Phone camera captures of vigilante and police violence against nonviolent black citizens led in 2013 to the Black Lives Matter movement. In reaction and direct response, police officers began Blue Lives Matter, not merely taking offense at the notion that black lives matter as much anyone else’s, but inherently equating the problems of police to the discrimination and persecution black Americans have always experienced, and defining, by the very fact of Blue countering Black, police lives and black lives as antithetical to each other.

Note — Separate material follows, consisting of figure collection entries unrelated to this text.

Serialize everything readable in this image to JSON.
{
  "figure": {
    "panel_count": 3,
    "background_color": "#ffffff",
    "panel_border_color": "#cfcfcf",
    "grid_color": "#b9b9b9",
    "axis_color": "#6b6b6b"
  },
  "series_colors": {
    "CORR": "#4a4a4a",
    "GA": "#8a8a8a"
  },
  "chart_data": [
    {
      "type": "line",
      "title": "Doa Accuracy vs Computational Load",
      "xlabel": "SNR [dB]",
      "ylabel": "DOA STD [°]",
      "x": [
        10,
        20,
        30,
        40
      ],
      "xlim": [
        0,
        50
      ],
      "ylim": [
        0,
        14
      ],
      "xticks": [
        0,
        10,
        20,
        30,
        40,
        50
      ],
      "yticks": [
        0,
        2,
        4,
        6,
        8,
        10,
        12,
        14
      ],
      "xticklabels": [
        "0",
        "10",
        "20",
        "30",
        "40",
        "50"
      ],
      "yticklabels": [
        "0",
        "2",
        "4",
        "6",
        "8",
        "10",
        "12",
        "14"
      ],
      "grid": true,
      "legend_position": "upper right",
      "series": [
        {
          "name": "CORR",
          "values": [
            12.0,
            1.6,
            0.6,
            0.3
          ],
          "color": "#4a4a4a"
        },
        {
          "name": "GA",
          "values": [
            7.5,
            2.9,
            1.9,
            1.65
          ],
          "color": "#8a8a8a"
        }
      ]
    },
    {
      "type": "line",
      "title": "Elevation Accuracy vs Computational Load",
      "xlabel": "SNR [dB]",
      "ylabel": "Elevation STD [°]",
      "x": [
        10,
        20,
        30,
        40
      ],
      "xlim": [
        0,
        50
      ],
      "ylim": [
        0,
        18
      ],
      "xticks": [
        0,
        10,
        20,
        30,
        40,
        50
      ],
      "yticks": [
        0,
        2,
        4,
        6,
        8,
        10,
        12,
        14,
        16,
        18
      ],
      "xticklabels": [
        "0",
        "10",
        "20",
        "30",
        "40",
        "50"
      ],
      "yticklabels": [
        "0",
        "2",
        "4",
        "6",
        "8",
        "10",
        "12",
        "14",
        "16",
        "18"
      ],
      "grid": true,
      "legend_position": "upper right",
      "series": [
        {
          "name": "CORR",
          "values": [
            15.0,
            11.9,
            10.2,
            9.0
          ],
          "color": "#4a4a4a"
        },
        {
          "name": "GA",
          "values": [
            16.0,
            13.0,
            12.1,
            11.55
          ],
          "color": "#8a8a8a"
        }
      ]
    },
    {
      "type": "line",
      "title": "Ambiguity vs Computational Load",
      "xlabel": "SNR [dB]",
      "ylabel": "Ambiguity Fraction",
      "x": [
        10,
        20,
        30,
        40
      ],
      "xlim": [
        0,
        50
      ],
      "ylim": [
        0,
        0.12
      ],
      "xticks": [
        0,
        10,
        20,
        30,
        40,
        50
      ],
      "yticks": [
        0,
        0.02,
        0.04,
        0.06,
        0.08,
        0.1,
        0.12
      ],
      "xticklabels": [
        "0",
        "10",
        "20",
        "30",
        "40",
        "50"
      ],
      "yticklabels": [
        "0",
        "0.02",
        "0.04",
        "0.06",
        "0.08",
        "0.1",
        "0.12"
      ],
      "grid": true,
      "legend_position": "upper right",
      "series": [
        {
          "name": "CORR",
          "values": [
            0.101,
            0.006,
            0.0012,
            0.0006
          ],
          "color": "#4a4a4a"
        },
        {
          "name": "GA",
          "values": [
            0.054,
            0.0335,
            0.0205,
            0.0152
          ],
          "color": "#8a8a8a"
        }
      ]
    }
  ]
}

the inherently racist Blues Lives Matter flag

Never mind that the right-wing National Rifle Association supports Blue Lives Matter, but not Black. Never mind that no one is born blue. Never mind that blue people were never lynched by law enforcement authorities.

As though the Tuskegee Institute’s annual lynching report, which ended in 1959, had not documented 4,733 lynchings since 1882. As though Jim Crow laws never existed as Southern retaliation for losing the Confederacy. Never mind more than 200 years of slavery in the United States prior to Jim Crow.

As though Vonte Shipman doesn’t daily cross the streets in this neighborhood whose desolation this city, this state, and this nation has completely ignored as not worth its time.

Said Vonte: “You act like I really committed a serious crime that’s worth this time right now.”

Said Bolen: “It is worth the time.”

As though Bolen understands time in neighborhoods deemed not worth time. As though Bolen understands his position as Vonte Shipman’s public servant.

No American citizen, not Donald Trump, not J.S. Bolen, and not Devonte Shipman, needs an ID to cross the goddamn street.